The commencement of Charro Days this year dove tails with the intensity of interest in our region and community from the two major Democratic Party presidential candidates. Hillary Clinton has been to the Rio Grande Valley in successive February weeks, including a stop in Brownsville last week, and she dispatched her daughter, Chelsea, to this region over the weekend. Big Bill can’t be far behind in the run up to the crucial March 4 Texas primary.

Barack Obama, meanwhile, made his initial Valley visit last Friday, chatting with students at UT-Pan American in Edinburg before addressing a large outdoor crowd at the university. Clinton and Obama, in seeking favor from South Texans, were clear in their debate points last week at the University of Texas at Austin that they had problems with the construction of a border fence.

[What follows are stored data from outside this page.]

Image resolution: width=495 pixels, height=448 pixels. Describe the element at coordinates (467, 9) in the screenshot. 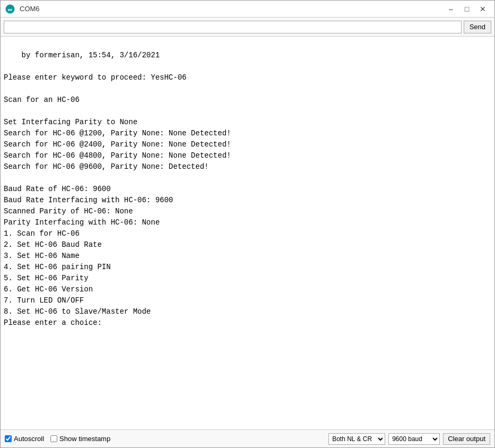

I see `window-controls: – □ ✕` at that location.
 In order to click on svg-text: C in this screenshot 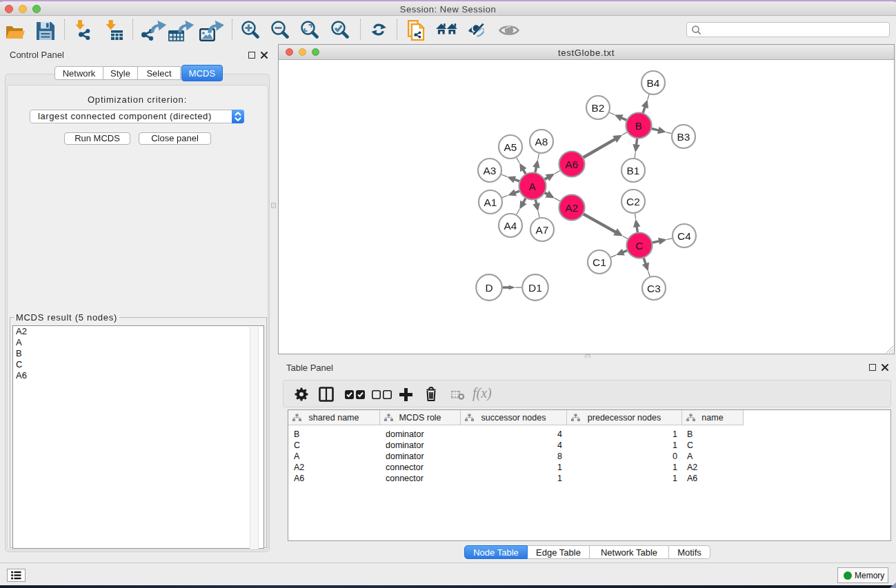, I will do `click(639, 245)`.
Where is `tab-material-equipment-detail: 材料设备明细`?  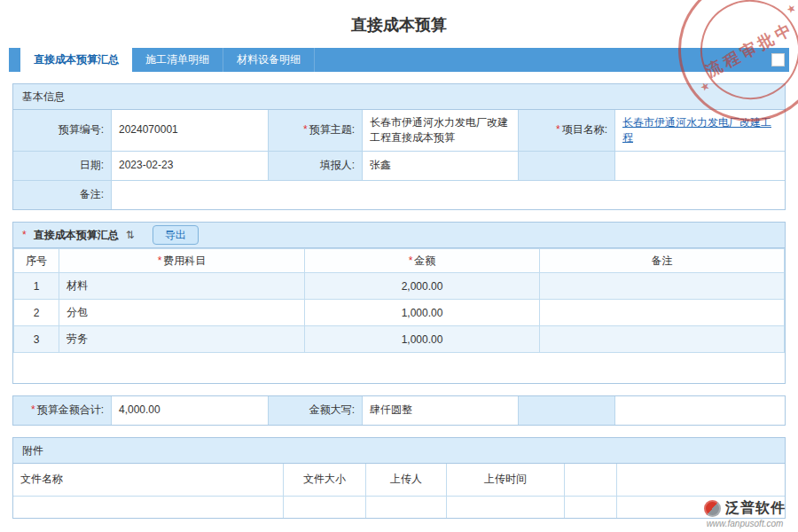
tab-material-equipment-detail: 材料设备明细 is located at coordinates (270, 60).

There’s this little problem with the opposition they expressed last week. Both Obama and Clinton voted in the fall of 2006 to build a border fence. It was no doubt a political calculation on their part as they fired up their presidential bids. Neither, I’m guessing, wanted to be seen as being weak on illegal immigration, so they both went against their natural political grains and voted for the construction of 370 miles of border fencing.

Now, with a Pew Hispanic Center poll showing that nearly 70 percent of Latinos oppose building additional fencing, Clinton and Obama are making like Texas border mayors in voicing their concerns about such a structure. So much so that on Monday morning, La Jefa herself, (that would be Hillary), issued a statement in response to a Sunday story that ran in The Brownsville Herald and El Nuevo Heraldo, saying the article, which detailed the cultural and economic impacts of the border fence, raised serious concerns.

“It is troubling to me that our country’s current border security plan threatens a South Texas tradition, (Charro Days), historically created to celebrate the sharing of cultures,” the Hillary Statement stated. “I believe we need to re-evaluate the border wall as it is currently being implemented.”

Esta bueno, Hill, thanks for the attention and sending the note of concern. Pero, here’s the thing, by the time you or Barack take office in January 2009, if either one of you can beat GOP bad boy John McCain, the fence is likely already going to be up. As comedian George Lopez would say, the fence is going up “right now- right now,” unless border leaders are successful in running out the clock in 2008 and convincing that pelon, Michael Chertoff of Homeland Security, to hold off a bit and work things out so a fourth of the UT-Brownsville doesn’t end up in Mexico.

Look, both Clinton and Obama are playing the panda-rama political game with us right now on the border fence. Where were they in late 2006 when we needed national political leaders of their type to stand up against the right-wing noise machine and say a border fence may work in some concentrated areas, but please don’t let it cut through the heart of American communities like Brownsville, Laredo, Eagle Pass and El Paso. Instead, they voted for the thing, quietly and with an eye toward the 2008 presidential election year cycle.

Well, 2008 is here, right now-right now, and with Charro Days firing up for its seventh decade, let’s enjoy this edition before the border fence goes up and we have to show our passports at a Border Patrol check station so we can be allowed entry into the carnival grounds on the Mexican side of the fence. Who could have known that eating sticky cotton candy and throwing little hoops at bottles could be so controversial?